Even the last known lynching in the Northern part of the United States (the lynching of Thomas Shipp and Abram Smith in Indiana in 1930) involved the cooperation of police. This lynching occurred when a mob of white people broke into the jail with sledgehammers, dragged the men out, beat them, and then hung them. The men were accused of robbing and murdering a white man and raping his white girlfriend, but had only been arrested the previous night and had not stood trial. A friend of the men was also arrested but spared from the lynching (Cameron 1993).
Legal authorities who did try to enforce laws meant to protect the civil rights of blacks and stand up to those who terrorized the black population became targets of terror themselves and were only successful in areas where the Klan was politically weak (Trelease 1971).
When Klan-type violence occurred, arrests were unusual, prosecutions rare, and convictions almost unknown. The attitudes (and sometimes involvement) of officers and sheriffs certainly impeded the enforcement of the law, but this was only one of the many obstacles standing in the way of convictions. Prosecutors were unwilling to press such cases, and magistrates were often glad to dismiss them. Klansmen frequently dominated juries—including grand juries and coroner’s juries. Witnesses and victims … were intimidated and refused to testify while Klan members were eager to swear false alibis on one another’s behalf (Williams 2007:80, citing Trelease 1971).
References:
Alexander, Michelle. 2010. The New Jim Crow: Mass Incarceration in the Age of Colorblindness. New York and London: The New Press.
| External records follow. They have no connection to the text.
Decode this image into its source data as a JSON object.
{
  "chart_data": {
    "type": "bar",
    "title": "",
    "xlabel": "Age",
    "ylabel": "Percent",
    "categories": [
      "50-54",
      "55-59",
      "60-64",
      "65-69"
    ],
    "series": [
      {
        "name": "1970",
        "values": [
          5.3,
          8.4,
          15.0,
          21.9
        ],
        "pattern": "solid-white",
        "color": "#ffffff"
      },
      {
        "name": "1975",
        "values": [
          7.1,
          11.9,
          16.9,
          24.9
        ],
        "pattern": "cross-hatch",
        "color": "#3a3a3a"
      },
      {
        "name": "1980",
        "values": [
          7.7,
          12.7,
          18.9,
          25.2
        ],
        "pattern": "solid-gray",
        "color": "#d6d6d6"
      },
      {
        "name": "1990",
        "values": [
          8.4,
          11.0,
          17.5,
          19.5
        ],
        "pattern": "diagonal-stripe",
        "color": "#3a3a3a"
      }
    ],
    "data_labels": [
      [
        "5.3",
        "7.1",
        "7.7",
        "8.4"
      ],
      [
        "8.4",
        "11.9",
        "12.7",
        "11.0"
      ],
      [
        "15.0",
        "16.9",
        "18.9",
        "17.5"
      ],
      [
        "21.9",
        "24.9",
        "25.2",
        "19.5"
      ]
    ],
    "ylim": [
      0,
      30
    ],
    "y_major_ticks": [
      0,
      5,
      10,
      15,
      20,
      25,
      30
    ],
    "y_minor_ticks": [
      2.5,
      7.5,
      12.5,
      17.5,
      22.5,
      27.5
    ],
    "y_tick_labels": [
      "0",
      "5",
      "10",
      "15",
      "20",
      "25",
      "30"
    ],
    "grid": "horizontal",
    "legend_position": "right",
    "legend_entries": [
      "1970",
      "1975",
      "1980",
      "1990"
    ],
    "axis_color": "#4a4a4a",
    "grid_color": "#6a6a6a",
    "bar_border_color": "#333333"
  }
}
Berry, Mary Frances. 1994. Black Resistance, White Law: A History of Constitutional Racism in America. New York: The Penguin Press.
Cameron, James. 1993. A Time of Terror: A Survivor’s Story. Baltimore: Black Classic Press.
Hennessey, Melinda Meek. 1978. To Live and Die in Dixie: Reconstruction Race Riots in the South. Ph.D. dissertation, Department of History, Kent State University, Kent, OH.
Hindus, Michael. 1980. Prison and Plantation: Crime, Justice, and Authority in Massachusetts and South Carolina, 1768-1878. Chapel Hill: University of North Carolina Press.
Oshinsky, David M. 1996. Worse than Slavery: Parchman Farm and the Ordeal of Jim Crow Justice. New York: Free Press Paperbacks.
Rousey, Dennis C. 1996. Policing the Southern City: New Orleans, 1805-1889. Baton Rouge: Louisiana State University Press.
Trelease, Allen W. 1971. White Terror: The Ku Klux Klan Conspiracy and Southern Reconstruction. New York: Harper and Row.
Websdale, Neil. 2001. Policing the Poor: From Slave Plantation to Public Housing. Boston, MA: Northeastern University Press.
White, Pete. “Safer Cities Unplugged.” Pp. 71-75 in The CR10 Publications Collective (eds.) Abolition Now! Ten Years of Strategy and Struggle against the Prison Industrial Complex. Oakland, CA: AK Press.
Williams, Kristian. 2007. Our Enemies in Blue: Police and Power in America. Cambridge, MA: South End Press.